In one gulp each we drank our earth, our great-grandfathers, our dead. And we were ready for the fire.

 

EIGHTEEN

EVERY YEAR
, for thirteen hundred years, the
nestinari
dance. Come spring, come June, come the feast of Saint Constantine, the feast of Saint Elena, they build tall fires, three cartloads of wood torched and burned to embers. And then, barefooted, they take the saint's invisible and holy hand and plunge into the living coals. The drum beats wildly, the bagpipes screech. Sickness and worry, happiness and bliss—the fire consumes them all. Here in the Strandja Mountains, where the
nestinari
dance, the fire leaves nothing.

So what then if spring was still a long ways off? So what if we didn't have a drum and bagpipes? Our mandolin rang like a bell. Our backgammon board rose a mighty ruckus. And who needed icons when we had the saint himself, glorious, though limping and with a broken wing, dressed in a red wool jacket, leading our way?

Forgive us, Saint Kosta, we must tear down your shack. Allow our ax to split these beams; allow us to pile them up under the walnut tree and torch them.

The flames loomed tall, the tips of their tongues black from the lamp oil we'd used as an igniter. A gust of wind took up the smoke and dragged it through the walnut branches. I watched it changing shapes and rising higher, free of anything to hold it back, dissolving into the bone-white sky.

When the flame from the oil began to die down, Grandpa pulled a stack of papers out of his shirt—the unsent letters he'd written me for years, the pages on which he'd copied Captain Kosta's journal, the count he'd kept of all the casualties across the Strandja in all the recent wars. The flame swallowed them and fattened up and soon the beams were burning steady.

It had begun to snow, flakes like descending storks, landing on my head, my shoulders, one by one pressing me down. Grandpa too must have felt their weight. “You want to hear something amusing?” he said. “I'm starting to suspect our stork might be female.”

“Female?” I cried. “How do we know?”

“Well, that's the thing. We have no way of knowing.”

I thought about this for a little while, watching the stork prance through the meadow. Saint Kosta could very well be Saint Elena then?

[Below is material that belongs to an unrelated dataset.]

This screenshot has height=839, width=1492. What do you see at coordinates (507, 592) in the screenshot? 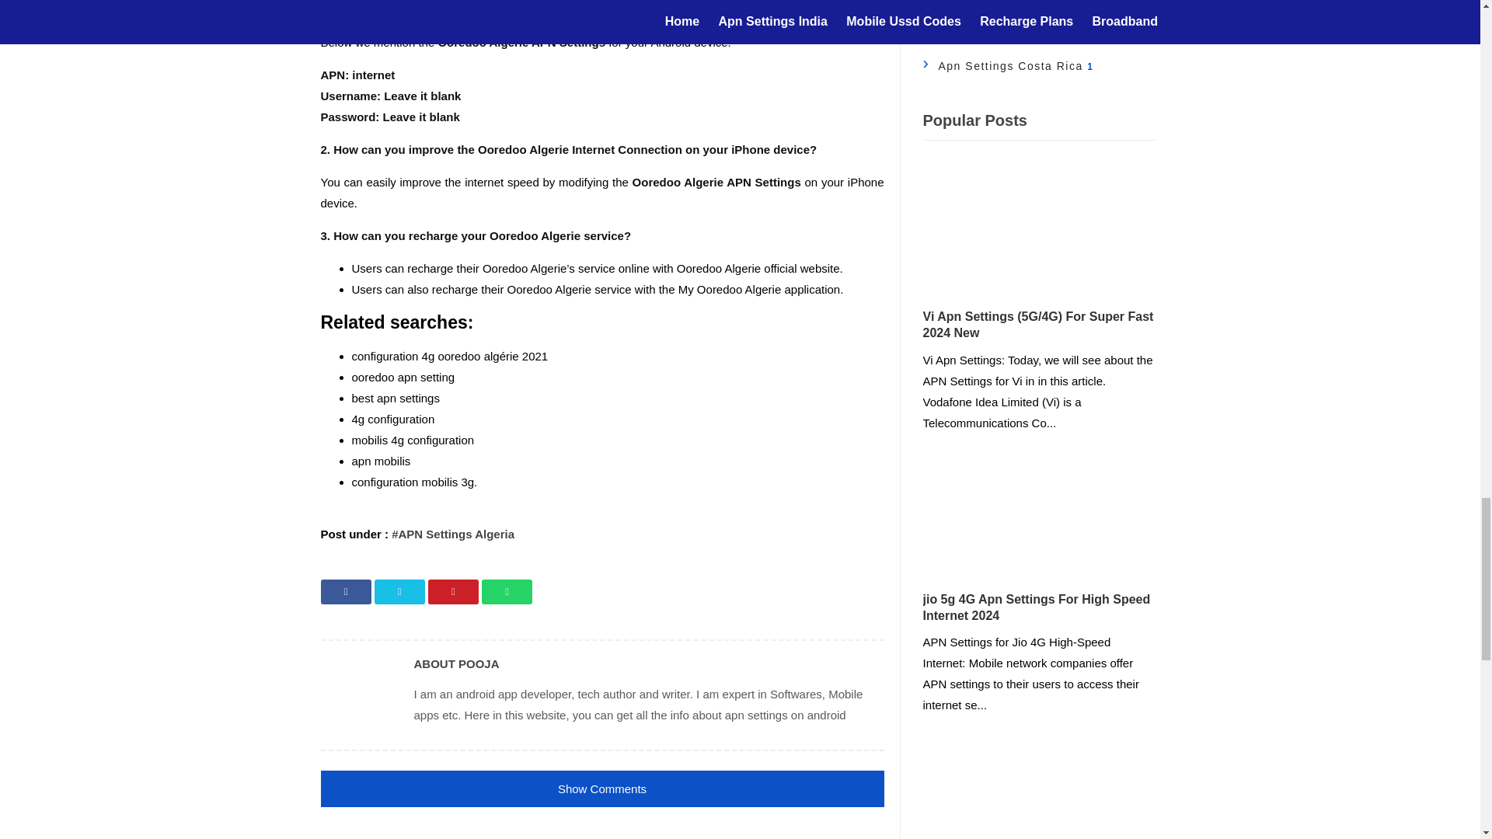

“You want to hear another funny thing?” Grandpa said, suddenly encouraged. He took the ax and started raking the beams. Sparks flew in our faces, but I didn't even feel their heat.

“I heard it in the Pasha Café last week,” he said, “while you were sitting home, heartbroken. Well, rumor has it it's all one giant scheme.”

“What is?” I said.

“The turbines. They build them and they let them sit. This way they launder the construction money.”

“The hell they do. What are you saying?”

“I'm saying the turbines might never turn. According to the rumor.”

I took some time to think this over too. All that fighting, kicking, screaming had been for nothing then?

“You think?” said Grandpa, and kept on raking.

“But maybe the rumor has it wrong?”

“And maybe the stork isn't really female?”

It's here I started laughing. And Grandpa too began to laugh. But in the end our laughter also vanished and quietly we faced the flame.

“Saint Kosta,” Grandpa started. “I've come to tell you…”

He shook his great, snow-covered head. There was no need for words. Gently, he pulled out that yellowed bundle from his shirt, untied it, and took out Lenio's braid. The fire flowed like a stream between us, faster when Grandpa let it have the braid, and when I cast Elif's locks in, more turbulent still.